Twenty years ago tonight I was one of the few public relations professionals left at a huge information technology company after a giant layoff, so I had to work rather than ring in the new millennium with friends.
A group of us were at the office, professionally dressed and without New Year’s toasts. We were prepared to handle the news media and anything that might come up that highly anticipated New Year’s Eve. Best Buy even had a campaign, “Remember. Turn your computer off before midnight on 12/31/99” to prevent whatever it was that might happen.
Nothing happened except for New Year’s Eve celebrations. Companies were prepared.
There was so much Y2K speculation and drama—from the end of humanity to computer systems crashing—all because of those two little digits in the year.
Here we are. Twenty years have gone by. Humanity and computer systems are still around. I’ve made up for missing the 1999 celebration many times over. That night taught me something valuable: be smart, but keep things in perspective. The experience reminded me to make the most of the special moments like New Year’s Eve.
Today, some are obsessed with the next computer apocalypse, the possibility of machines overtaking humans.

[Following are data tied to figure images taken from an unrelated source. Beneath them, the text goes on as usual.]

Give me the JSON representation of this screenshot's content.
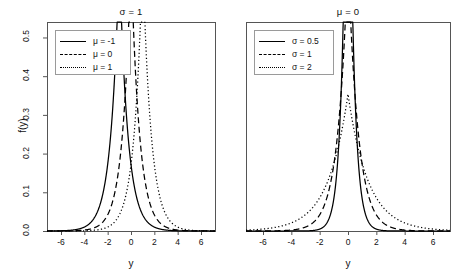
{
  "figure": {
    "width": 460,
    "height": 279,
    "background": "#ffffff",
    "line_color": "#000000",
    "axis_color": "#555555"
  },
  "axes": {
    "ylabel": "f(y)",
    "xlabel": "y",
    "xticks": [
      -6,
      -4,
      -2,
      0,
      2,
      4,
      6
    ],
    "xtick_labels": [
      "-6",
      "-4",
      "-2",
      "0",
      "2",
      "4",
      "6"
    ],
    "yticks": [
      0.0,
      0.1,
      0.2,
      0.3,
      0.4,
      0.5
    ],
    "ytick_labels": [
      "0.0",
      "0.1",
      "0.2",
      "0.3",
      "0.4",
      "0.5"
    ],
    "xlim": [
      -7.2,
      7.2
    ],
    "ylim": [
      0.0,
      0.54
    ]
  },
  "chart_data": [
    {
      "type": "line",
      "title": "σ = 1",
      "xlabel": "y",
      "ylabel": "f(y)",
      "xlim": [
        -7.2,
        7.2
      ],
      "ylim": [
        0.0,
        0.54
      ],
      "grid": false,
      "legend_position": "top-left",
      "distribution": "laplace",
      "series": [
        {
          "name": "μ = -1",
          "style": "solid",
          "mu": -1,
          "sigma": 1,
          "peak": 0.25
        },
        {
          "name": "μ = 0",
          "style": "dashed",
          "mu": 0,
          "sigma": 1,
          "peak": 0.25
        },
        {
          "name": "μ = 1",
          "style": "dotted",
          "mu": 1,
          "sigma": 1,
          "peak": 0.25
        }
      ]
    },
    {
      "type": "line",
      "title": "μ = 0",
      "xlabel": "y",
      "ylabel": "f(y)",
      "xlim": [
        -7.2,
        7.2
      ],
      "ylim": [
        0.0,
        0.54
      ],
      "grid": false,
      "legend_position": "top-left",
      "distribution": "laplace",
      "series": [
        {
          "name": "σ = 0.5",
          "style": "solid",
          "mu": 0,
          "sigma": 0.5,
          "peak": 0.5
        },
        {
          "name": "σ = 1",
          "style": "dashed",
          "mu": 0,
          "sigma": 1,
          "peak": 0.25
        },
        {
          "name": "σ = 2",
          "style": "dotted",
          "mu": 0,
          "sigma": 2,
          "peak": 0.125
        }
      ]
    }
  ],
  "panels": [
    {
      "id": "left",
      "title": "σ = 1",
      "legend": [
        {
          "label": "μ = -1",
          "style": "solid"
        },
        {
          "label": "μ = 0",
          "style": "dashed"
        },
        {
          "label": "μ = 1",
          "style": "dotted"
        }
      ]
    },
    {
      "id": "right",
      "title": "μ = 0",
      "legend": [
        {
          "label": "σ = 0.5",
          "style": "solid"
        },
        {
          "label": "σ = 1",
          "style": "dashed"
        },
        {
          "label": "σ = 2",
          "style": "dotted"
        }
      ]
    }
  ]
}
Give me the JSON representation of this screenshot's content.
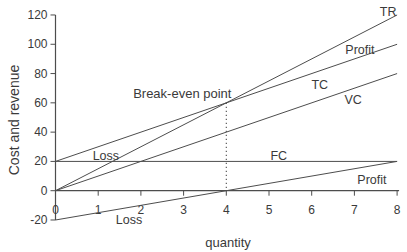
{
  "chart_data": {
    "type": "line",
    "title": "",
    "xlabel": "quantity",
    "ylabel": "Cost and revenue",
    "xlim": [
      0,
      8
    ],
    "ylim": [
      -20,
      120
    ],
    "x_ticks": [
      0,
      1,
      2,
      3,
      4,
      5,
      6,
      7,
      8
    ],
    "y_ticks": [
      120,
      100,
      80,
      60,
      40,
      20,
      0,
      -20
    ],
    "grid": false,
    "legend_position": "none",
    "series": [
      {
        "name": "TR",
        "x": [
          0,
          8
        ],
        "values": [
          0,
          120
        ]
      },
      {
        "name": "TC",
        "x": [
          0,
          8
        ],
        "values": [
          20,
          100
        ]
      },
      {
        "name": "VC",
        "x": [
          0,
          8
        ],
        "values": [
          0,
          80
        ]
      },
      {
        "name": "FC",
        "x": [
          0,
          8
        ],
        "values": [
          20,
          20
        ]
      },
      {
        "name": "Profit",
        "x": [
          0,
          8
        ],
        "values": [
          -20,
          20
        ]
      }
    ],
    "line_labels": [
      {
        "text": "TR",
        "x": 7.79,
        "y": 119.3,
        "anchor": "middle"
      },
      {
        "text": "Profit",
        "x": 7.13,
        "y": 93.4,
        "anchor": "middle"
      },
      {
        "text": "TC",
        "x": 6.19,
        "y": 69.4,
        "anchor": "middle"
      },
      {
        "text": "VC",
        "x": 6.97,
        "y": 59.2,
        "anchor": "middle"
      },
      {
        "text": "FC",
        "x": 5.23,
        "y": 21.0,
        "anchor": "middle"
      },
      {
        "text": "Profit",
        "x": 7.41,
        "y": 4.6,
        "anchor": "middle"
      },
      {
        "text": "Loss",
        "x": 1.18,
        "y": 21.0,
        "anchor": "middle"
      },
      {
        "text": "Loss",
        "x": 1.72,
        "y": -22.7,
        "anchor": "middle"
      }
    ],
    "annotation": {
      "text": "Break-even point",
      "x": 4.12,
      "y": 63,
      "anchor": "end"
    },
    "break_even_marker": {
      "x": 4,
      "y_top": 60,
      "y_bottom": 0,
      "style": "dotted"
    }
  },
  "colors": {
    "background": "#ffffff",
    "line": "#4d4d4d",
    "text": "#3a3a3a"
  }
}
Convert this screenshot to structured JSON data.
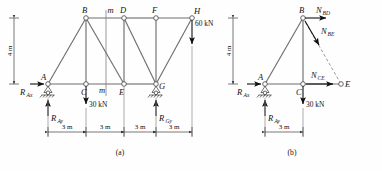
{
  "figure": {
    "panels": [
      {
        "id": "a",
        "caption": "(a)",
        "nodes": [
          {
            "name": "A",
            "label": "A"
          },
          {
            "name": "B",
            "label": "B"
          },
          {
            "name": "C",
            "label": "C"
          },
          {
            "name": "D",
            "label": "D"
          },
          {
            "name": "E",
            "label": "E"
          },
          {
            "name": "F",
            "label": "F"
          },
          {
            "name": "G",
            "label": "G"
          },
          {
            "name": "H",
            "label": "H"
          }
        ],
        "section_marks": [
          {
            "name": "section-m-top",
            "label": "m"
          },
          {
            "name": "section-m-bottom",
            "label": "m"
          }
        ],
        "loads": [
          {
            "name": "load-30kn",
            "label": "30 kN",
            "at": "C",
            "direction": "down"
          },
          {
            "name": "load-60kn",
            "label": "60 kN",
            "at": "H",
            "direction": "down"
          }
        ],
        "reactions": [
          {
            "name": "reaction-rax",
            "label": "R",
            "sub": "Ax",
            "at": "A",
            "direction": "right"
          },
          {
            "name": "reaction-ray",
            "label": "R",
            "sub": "Ay",
            "at": "A",
            "direction": "up"
          },
          {
            "name": "reaction-rgy",
            "label": "R",
            "sub": "Gy",
            "at": "G",
            "direction": "up"
          }
        ],
        "height_dim": {
          "name": "height-dimension",
          "label": "4 m"
        },
        "span_dims": [
          {
            "name": "span-dim-1",
            "label": "3 m"
          },
          {
            "name": "span-dim-2",
            "label": "3 m"
          },
          {
            "name": "span-dim-3",
            "label": "3 m"
          },
          {
            "name": "span-dim-4",
            "label": "3 m"
          }
        ]
      },
      {
        "id": "b",
        "caption": "(b)",
        "nodes": [
          {
            "name": "A",
            "label": "A"
          },
          {
            "name": "B",
            "label": "B"
          },
          {
            "name": "C",
            "label": "C"
          },
          {
            "name": "E",
            "label": "E"
          }
        ],
        "member_forces": [
          {
            "name": "force-nbd",
            "label": "N",
            "sub": "BD",
            "at": "B",
            "direction": "right"
          },
          {
            "name": "force-nbe",
            "label": "N",
            "sub": "BE",
            "at": "B",
            "direction": "down-right"
          },
          {
            "name": "force-nce",
            "label": "N",
            "sub": "CE",
            "at": "C",
            "direction": "right"
          }
        ],
        "loads": [
          {
            "name": "load-30kn",
            "label": "30 kN",
            "at": "C",
            "direction": "down"
          }
        ],
        "reactions": [
          {
            "name": "reaction-rax",
            "label": "R",
            "sub": "Ax",
            "at": "A",
            "direction": "right"
          },
          {
            "name": "reaction-ray",
            "label": "R",
            "sub": "Ay",
            "at": "A",
            "direction": "up"
          }
        ],
        "height_dim": {
          "name": "height-dimension",
          "label": "4 m"
        },
        "span_dims": [
          {
            "name": "span-dim-1",
            "label": "3 m"
          }
        ]
      }
    ]
  }
}
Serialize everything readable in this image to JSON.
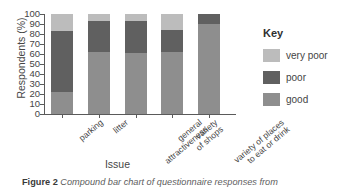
{
  "chart_data": {
    "type": "bar",
    "stacked": true,
    "title": "",
    "xlabel": "Issue",
    "ylabel": "Respondents (%)",
    "ylim": [
      0,
      100
    ],
    "ytick_step": 10,
    "yticks": [
      100,
      90,
      80,
      70,
      60,
      50,
      40,
      30,
      20,
      10,
      0
    ],
    "grid": false,
    "legend_title": "Key",
    "legend_position": "right",
    "categories": [
      "parking",
      "litter",
      "general attractiveness",
      "variety of shops",
      "variety of places to eat or drink"
    ],
    "category_lines": [
      [
        "parking"
      ],
      [
        "litter"
      ],
      [
        "general",
        "attractiveness"
      ],
      [
        "variety",
        "of shops"
      ],
      [
        "variety of places",
        "to eat or drink"
      ]
    ],
    "series": [
      {
        "name": "good",
        "color": "#8e8e8e",
        "values": [
          22,
          62,
          61,
          62,
          90
        ]
      },
      {
        "name": "poor",
        "color": "#606060",
        "values": [
          61,
          31,
          32,
          22,
          10
        ]
      },
      {
        "name": "very poor",
        "color": "#bcbcbc",
        "values": [
          17,
          7,
          7,
          16,
          0
        ]
      }
    ],
    "cumulative_tops": [
      [
        22,
        83,
        100
      ],
      [
        62,
        93,
        100
      ],
      [
        61,
        93,
        100
      ],
      [
        62,
        84,
        100
      ],
      [
        90,
        100,
        100
      ]
    ]
  },
  "axes": {
    "y_title": "Respondents (%)",
    "x_title": "Issue"
  },
  "legend": {
    "title": "Key",
    "items": [
      {
        "label": "very poor",
        "color": "#bcbcbc"
      },
      {
        "label": "poor",
        "color": "#606060"
      },
      {
        "label": "good",
        "color": "#8e8e8e"
      }
    ]
  },
  "caption": {
    "figure_number": "Figure 2",
    "text": "Compound bar chart of questionnaire responses from"
  }
}
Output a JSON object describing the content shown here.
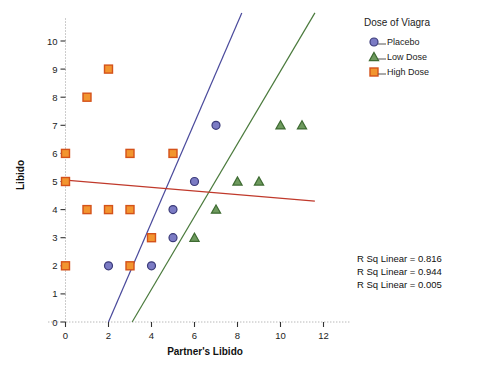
{
  "chart_data": {
    "type": "scatter",
    "title": "",
    "xlabel": "Partner's Libido",
    "ylabel": "Libido",
    "xlim": [
      -0.8,
      13.2
    ],
    "ylim": [
      0,
      10.8
    ],
    "xticks": [
      0,
      2,
      4,
      6,
      8,
      10,
      12
    ],
    "yticks": [
      0,
      1,
      2,
      3,
      4,
      5,
      6,
      7,
      8,
      9,
      10
    ],
    "grid": false,
    "legend": {
      "title": "Dose of Viagra",
      "position": "top-right",
      "entries": [
        {
          "label": "Placebo",
          "marker": "circle",
          "color": "#4a4a9c"
        },
        {
          "label": "Low Dose",
          "marker": "triangle",
          "color": "#4a7a3c"
        },
        {
          "label": "High Dose",
          "marker": "square",
          "color": "#e8701a"
        }
      ]
    },
    "series": [
      {
        "name": "Placebo",
        "marker": "circle",
        "color": "#4a4a9c",
        "points": [
          [
            2,
            2
          ],
          [
            4,
            2
          ],
          [
            5,
            3
          ],
          [
            5,
            4
          ],
          [
            6,
            5
          ],
          [
            7,
            7
          ]
        ],
        "fit": {
          "x0": 2.0,
          "y0": 0.0,
          "x1": 8.2,
          "y1": 11.0,
          "color": "#4a4a9c"
        }
      },
      {
        "name": "Low Dose",
        "marker": "triangle",
        "color": "#4a7a3c",
        "points": [
          [
            6,
            3
          ],
          [
            7,
            4
          ],
          [
            8,
            5
          ],
          [
            9,
            5
          ],
          [
            10,
            7
          ],
          [
            11,
            7
          ]
        ],
        "fit": {
          "x0": 3.1,
          "y0": 0.0,
          "x1": 11.6,
          "y1": 11.0,
          "color": "#4a7a3c"
        }
      },
      {
        "name": "High Dose",
        "marker": "square",
        "color": "#e8701a",
        "points": [
          [
            0,
            2
          ],
          [
            0,
            5
          ],
          [
            0,
            6
          ],
          [
            1,
            4
          ],
          [
            1,
            8
          ],
          [
            2,
            4
          ],
          [
            2,
            9
          ],
          [
            3,
            2
          ],
          [
            3,
            4
          ],
          [
            3,
            6
          ],
          [
            4,
            3
          ],
          [
            5,
            6
          ]
        ],
        "fit": {
          "x0": 0.0,
          "y0": 5.05,
          "x1": 11.6,
          "y1": 4.3,
          "color": "#c0392b"
        }
      }
    ],
    "annotations": [
      "R Sq Linear = 0.816",
      "R Sq Linear = 0.944",
      "R Sq Linear = 0.005"
    ]
  }
}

I understand the fear, especially when Alexa and Siri and Google Home and who knows what other devices tune into everything we do and say. They learn from us and get smarter. But humans control those machines. They will not overtake humanity unless humans make it happen.
Looking 20 years forward, I predict this night in 2040 will be full of happy celebrations. Our daily lives will be vastly different, but life itself will be the same. We will still work for our livings to pay for food and the roof over our head and all of the things that make life grand. Perhaps we will get to those things in very different ways that will give us lots more time with our loves ones, to have fun, and do things we’ve never experienced before.
Remember what you were doing at 12 p.m. December 31, 2019.
Make every New Year’s the best one yet.